Framing is actually a metaphor that compares message construction to drawing a border around a painting or picture. The frame helps define the meaning of the message (a) by focusing attention on particular elements and (b) by excluding competing, distracting, or contradictory elements.

Framing draws upon the notions that message producers are involved in the construction of social reality and that message meanings are negotiated, not absolute; thus, framing theory falls within rhetorical and relativist (postpositivist) perspectives. This approach suggests that practitioners are prone to frame situations or problems in ways that are favorable to clients.

How Framing Works

Framing is central to the establishment and maintenance of mutually beneficial relationships because it helps organizations and key publics to develop common frames of reference. A frame essentially limits or defines a message's meaning. Both message creators and receivers are involved in the process. Frames reflect judgments made by message creators, who put information in either positive or negative frames, use particular semantic phrases, and tell stories using particular syntactical, thematic, or rhetorical devices.

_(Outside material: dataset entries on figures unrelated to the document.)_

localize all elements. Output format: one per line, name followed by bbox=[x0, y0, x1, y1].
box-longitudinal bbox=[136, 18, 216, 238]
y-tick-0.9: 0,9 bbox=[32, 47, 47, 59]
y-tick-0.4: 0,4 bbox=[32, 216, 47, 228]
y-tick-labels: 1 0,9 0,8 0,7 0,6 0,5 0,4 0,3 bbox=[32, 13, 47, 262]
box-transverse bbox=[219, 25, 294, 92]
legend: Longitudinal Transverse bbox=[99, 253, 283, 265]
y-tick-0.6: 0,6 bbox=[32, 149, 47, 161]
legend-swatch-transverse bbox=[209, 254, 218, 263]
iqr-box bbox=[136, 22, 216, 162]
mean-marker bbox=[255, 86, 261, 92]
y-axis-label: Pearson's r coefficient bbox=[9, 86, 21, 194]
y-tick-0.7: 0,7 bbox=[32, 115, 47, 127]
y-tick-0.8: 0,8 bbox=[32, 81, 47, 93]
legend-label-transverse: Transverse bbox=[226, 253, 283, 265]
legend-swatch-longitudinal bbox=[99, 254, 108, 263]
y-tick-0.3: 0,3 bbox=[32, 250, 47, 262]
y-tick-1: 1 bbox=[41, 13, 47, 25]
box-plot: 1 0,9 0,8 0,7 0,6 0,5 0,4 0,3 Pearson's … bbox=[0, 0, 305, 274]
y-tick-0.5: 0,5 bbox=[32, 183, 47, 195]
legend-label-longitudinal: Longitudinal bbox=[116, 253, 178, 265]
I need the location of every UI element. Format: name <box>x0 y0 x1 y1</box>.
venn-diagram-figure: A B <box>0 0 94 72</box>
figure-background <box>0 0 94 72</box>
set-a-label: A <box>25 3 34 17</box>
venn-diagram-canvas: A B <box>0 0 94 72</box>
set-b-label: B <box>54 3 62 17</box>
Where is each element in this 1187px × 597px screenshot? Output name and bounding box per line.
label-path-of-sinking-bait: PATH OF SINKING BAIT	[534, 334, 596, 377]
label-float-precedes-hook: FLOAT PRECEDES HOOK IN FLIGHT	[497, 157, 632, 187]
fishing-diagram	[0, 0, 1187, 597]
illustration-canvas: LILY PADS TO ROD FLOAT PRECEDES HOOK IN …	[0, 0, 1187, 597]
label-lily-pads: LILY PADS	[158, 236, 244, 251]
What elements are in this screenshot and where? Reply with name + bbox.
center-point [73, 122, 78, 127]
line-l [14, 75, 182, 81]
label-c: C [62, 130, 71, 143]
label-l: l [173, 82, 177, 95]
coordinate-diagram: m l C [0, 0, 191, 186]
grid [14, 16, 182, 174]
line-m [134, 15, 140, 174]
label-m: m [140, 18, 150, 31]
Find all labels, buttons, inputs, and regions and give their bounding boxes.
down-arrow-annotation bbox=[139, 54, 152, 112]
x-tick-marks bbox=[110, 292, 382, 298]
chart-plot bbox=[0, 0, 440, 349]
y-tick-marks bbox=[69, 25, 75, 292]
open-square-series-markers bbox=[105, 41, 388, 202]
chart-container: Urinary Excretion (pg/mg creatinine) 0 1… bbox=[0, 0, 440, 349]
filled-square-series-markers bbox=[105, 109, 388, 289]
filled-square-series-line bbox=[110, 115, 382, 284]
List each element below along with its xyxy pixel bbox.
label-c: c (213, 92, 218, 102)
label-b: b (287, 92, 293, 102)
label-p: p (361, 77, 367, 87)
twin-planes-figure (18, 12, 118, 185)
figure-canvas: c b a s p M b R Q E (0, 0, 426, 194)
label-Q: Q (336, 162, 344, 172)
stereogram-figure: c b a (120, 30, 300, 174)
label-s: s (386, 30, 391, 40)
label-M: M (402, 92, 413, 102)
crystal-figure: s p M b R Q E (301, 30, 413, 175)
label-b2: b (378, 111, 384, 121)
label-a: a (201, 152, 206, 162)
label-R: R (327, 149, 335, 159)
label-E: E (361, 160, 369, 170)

Framing biases the audience's cognitive processing of a message. Framed messages inevitably contain contextual cues that are intended to trigger associations with ideas stored in audience members’ memory. These memory traces can be either positive or negative or can conjure up particular recalled images that facilitate processing.

Framing primes audiences to think about a topic in a particular way. For example, the abortion controversy might be framed as an issue involving (a) a medical procedure, (b) a religious or moral act, or (c) freedom to make personal choices. In fact, all three are involved, but depending on which frame is operant, audiences are prompted to interpret a message using different sets of memory traces or cognitive schemas. Framing affects cognitive processing by selectively influencing which sets of experiences the message draws upon and how audiences think about or define a particular topic. Most psychologists agree that people use processes of association and expectation to schematically make inferences and impute meaning that might not be manifested in the message itself. Importantly, audiences might or might not be conscious of these message-framing effects.

Types of Framing

The robustness of framing theory is evident in the many different ways in which the framing concept is used. At least seven different models of framing have been identified that have potential applications to public relations.

Situations

Researchers from anthropology and sociology were the first to examine the communication process using a framing paradigm. In anthropology, Gregory Bateson (2000) defined a psychological frame as “a spatial and temporary bounding of a set of interactive messages” (p. 191). In sociology, Erving Goffman used framing as the basis for studying human interaction and developed an elaborate system for analyzing human interactions. This tradition has been carried forward in studies analyzing discourse, language, and literary storytelling. Framing of situations is routinely used by organizations to explain its actions. Framing is a critical component of bargaining and negotiation.